Meister von 1477 — Meister von 1477

Meister von 1477 ·

Early Renaissance Artist

Meister von 1477

German·1450–1490

1 painting in our database

The Master of 1477's primary contribution to art history is the dated inscription on his surviving panel, which provides a chronological anchor valuable for understanding the sequence of stylistic development in late fifteenth-century German painting. The Master of 1477 is defined by a single dated panel that places him precisely in the productive final decades of the late Gothic era in southern Germany.

Biography

The Meister von 1477 (Master of 1477) is an anonymous German painter named after the date inscribed on a panel painting. Active in the late fifteenth century in southern Germany, this master is identified solely through this dated work, which provides a rare fixed chronological point for the attribution of late Gothic German painting.
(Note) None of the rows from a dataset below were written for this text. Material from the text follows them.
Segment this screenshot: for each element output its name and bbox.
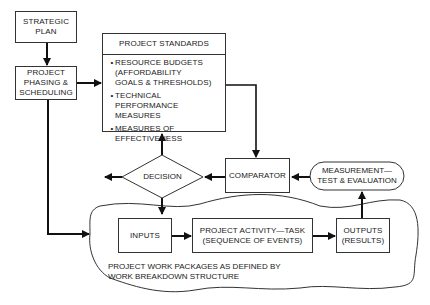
strategic-plan-box: STRATEGIC PLAN [15, 11, 77, 43]
standards-item-text: RESOURCE BUDGETS (AFFORDABILITY GOALS & … [115, 58, 211, 88]
phasing-label: PROJECT PHASING & SCHEDULING [19, 68, 72, 98]
comparator-label: COMPARATOR [229, 171, 286, 181]
comparator-box: COMPARATOR [225, 158, 290, 193]
standards-item: • RESOURCE BUDGETS (AFFORDABILITY GOALS … [109, 58, 221, 88]
edge-standards-to-comparator [226, 85, 256, 157]
activity-box: PROJECT ACTIVITY—TASK (SEQUENCE OF EVENT… [192, 218, 313, 253]
inputs-label: INPUTS [130, 231, 160, 241]
activity-label: PROJECT ACTIVITY—TASK (SEQUENCE OF EVENT… [200, 226, 305, 246]
outputs-label: OUTPUTS (RESULTS) [342, 226, 385, 246]
inputs-box: INPUTS [118, 218, 172, 253]
standards-box: PROJECT STANDARDS • RESOURCE BUDGETS (AF… [102, 33, 226, 132]
decision-label: DECISION [122, 172, 203, 182]
standards-list: • RESOURCE BUDGETS (AFFORDABILITY GOALS … [109, 58, 221, 147]
standards-item-text: TECHNICAL PERFORMANCE MEASURES [115, 91, 221, 121]
phasing-box: PROJECT PHASING & SCHEDULING [15, 66, 77, 100]
measurement-label: MEASUREMENT— TEST & EVALUATION [310, 166, 404, 186]
standards-item: • TECHNICAL PERFORMANCE MEASURES [109, 91, 221, 121]
standards-item: • MEASURES OF EFFECTIVENESS [109, 124, 221, 144]
edge-phasing-to-workpackages [48, 100, 89, 234]
standards-title: PROJECT STANDARDS [103, 34, 225, 55]
standards-item-text: MEASURES OF EFFECTIVENESS [115, 124, 182, 144]
strategic-plan-label: STRATEGIC PLAN [23, 17, 69, 37]
work-packages-label: PROJECT WORK PACKAGES AS DEFINED BY WORK… [108, 262, 308, 282]
outputs-box: OUTPUTS (RESULTS) [336, 218, 390, 253]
The surviving painting shows a competent painter working within the broad tradition of southern German devotional art, with firmly modeled figures and the rich coloring characteristic of the Swabian or Bavarian schools. The inscribed date of 1477 places the work in a period of intense artistic productivity in Germany, between the generation of Stefan Lochner and the Cologne school and the revolutionary innovations of Albrecht Dürer, who would transform German painting in the following decade.

Artistic Style

The Master of 1477 is defined by a single dated panel that places him precisely in the productive final decades of the late Gothic era in southern Germany. His painting reveals a competent practitioner of the broad Swabian or Bavarian tradition, with firmly modeled figures set in compositions organized according to established devotional conventions. The figure types display strong, well-defined features with a direct, unidealized quality characteristic of German painting of the period, and draperies are rendered with attention to their fall and volume. The rich coloring — deep reds, blues, and greens — and the care of the surface handling reflect a workshop of professional standing.

The inscribed date of 1477 is the painting's greatest art-historical asset, providing a rare fixed point in the chronology of anonymous German panel painting. The work sits stylistically between the generation of Stefan Lochner and the Cologne school (which had defined German painting mid-century) and the imminent revolution announced by Dürer a decade later. It is a skilled product of the established tradition rather than a harbinger of change.

Historical Significance

The Master of 1477's primary contribution to art history is the dated inscription on his surviving panel, which provides a chronological anchor valuable for understanding the sequence of stylistic development in late fifteenth-century German painting. Such dated works are relatively rare and allow scholars to construct more reliable timelines for the anonymous masters who made up the majority of productive German painters before the generation of Dürer. Situated between the International Gothic's lingering elegance and the imminent arrival of Renaissance naturalism, this master's dated panel is a precise data point in the map of German painting's evolution.

Timeline

c.1450Began activity as an anonymous German painter, named after a dated work of 1477.
c.1470–1490Active period; produced devotional panels in the German late Gothic style.